The Waltz was a couples dance, as opposed to the traditional group dances. The gentleman actually clasped his arm around the lady's waist, giving the dance a dubious moral status. The Waltz was a dance born in the suburbs of Vienna and in the alpine region of Austria. It was foreign, that in itself was enough for the parents of the young, English  aristocracy to view it with suspicion.

The shock of the new. Each generation thinks that they are the originators of this phenomenon, but it has been done so many times before.
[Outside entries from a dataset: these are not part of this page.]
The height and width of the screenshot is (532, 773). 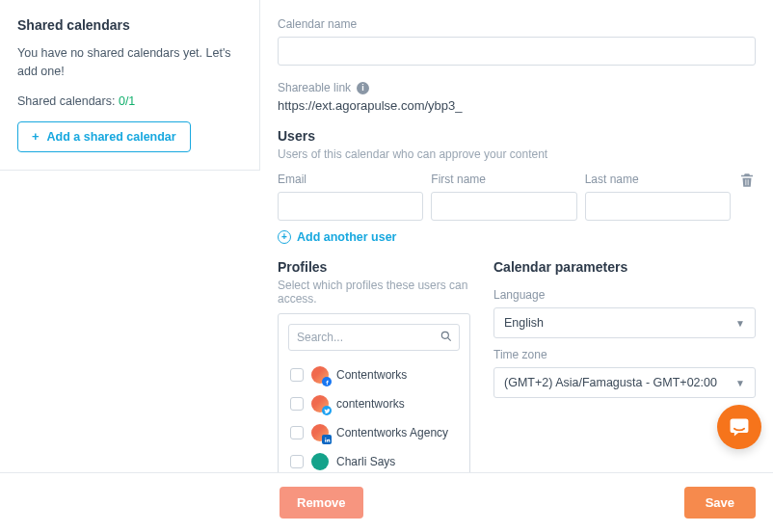 I want to click on profile-item: Contentworks, so click(x=374, y=375).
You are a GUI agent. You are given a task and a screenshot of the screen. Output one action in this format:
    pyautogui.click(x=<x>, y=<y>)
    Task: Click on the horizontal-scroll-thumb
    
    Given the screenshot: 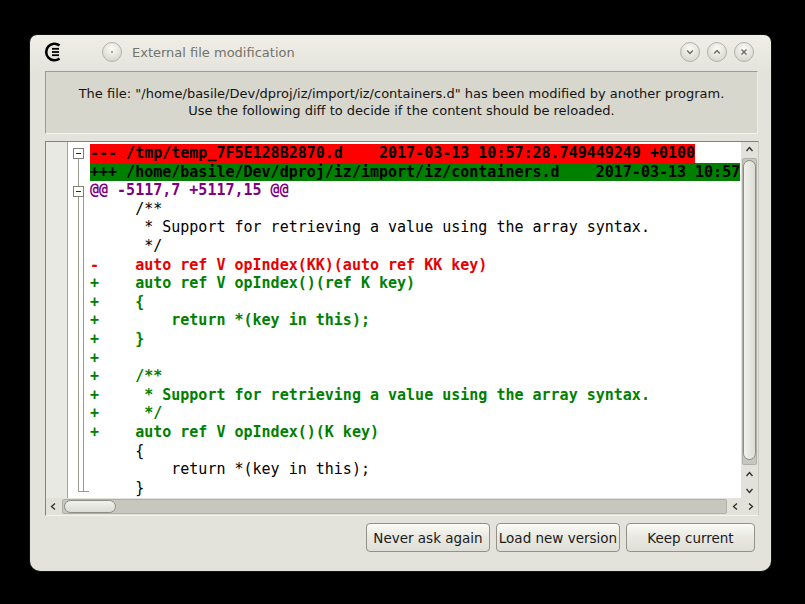 What is the action you would take?
    pyautogui.click(x=90, y=506)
Before the scandalous Waltz came along, dancing had been civilised. You danced in large groups, only occasionally touching each other. Flirting would be done with eye contact. In the Waltz, you held your partner in an embrace for a whole dance. Touching, whispering to each other; social rules were broken. A strong arm around a slender waist. Long, delicate fingers cling to a firm shoulder. Warm rounded flesh beneath fine, creamy lace, or translucent muslin. White thighs pushed apart with an insistent, probing knee. Breasts, yearning for urgent caresses, crushed against a broad chest. Waltzing was dirty dancing for the Regency teens. The impact of the Waltz would probably have had the same effect on the older generation, as any sweet grandmother today stumbling into a full on swingers party.




The waltz was criticized on moral grounds by those opposed to its closer hold and rapid turning movements. Religious leaders almost unanimously regarded it as vulgar and sinful. Continental court circles held out obstinately against the waltz, seeing depravity in every swaying, graceful move.

In July of 1816, the waltz was included in a ball given in London by the Prince Regent. A blistering editorial in The Times a few days later stated:"We remarked with pain that the indecent foreign dance called the Waltz was introduced (we believe for the first time) at the English court on Friday last ... it is quite sufficient to cast one's eyes on the voluptuous intertwining of the limbs and close compressure on the bodies in their dance, to see that it is indeed far removed from the modest reserve which has hitherto been considered distinctive of English females. So long as this obscene display was confined to prostitutes and adulteresses, we did not think it deserving of notice; but now that it is attempted to be forced on the respectable classes of society by the civil examples of their superiors, we feel it a duty to warn every parent against exposing his daughter to so fatal a contagion."  (Source: The Times of London, 16th July 1816)



Even as late as 1866 an article in the English magazine Belgravia stated: "We who go forth of nights and see without the slightest discomposure our sister and our wife seized on by a strange man and subjected to violent embraces and canterings round a small-sized apartment - the only apparent excuse for such treatment being that is done to the sound of music - can scarcely realize the horror which greeted the introduction of this wicked dance."

Reportedly, the first time the waltz was danced in the United States was in Boston in 1834. Lorenzo Papanti, a Boston dancing master, gave an exhibition in Mrs. Otis' Beacon Hill mansion. Social leaders were aghast at what they called "an indecorous exhibition."

I thought that the 1960’s generation made a pretty good case for shocking the older generation. It seems that they had nothing on those wilful teens of Regency England.

This blog post has been put together using sources from the Web.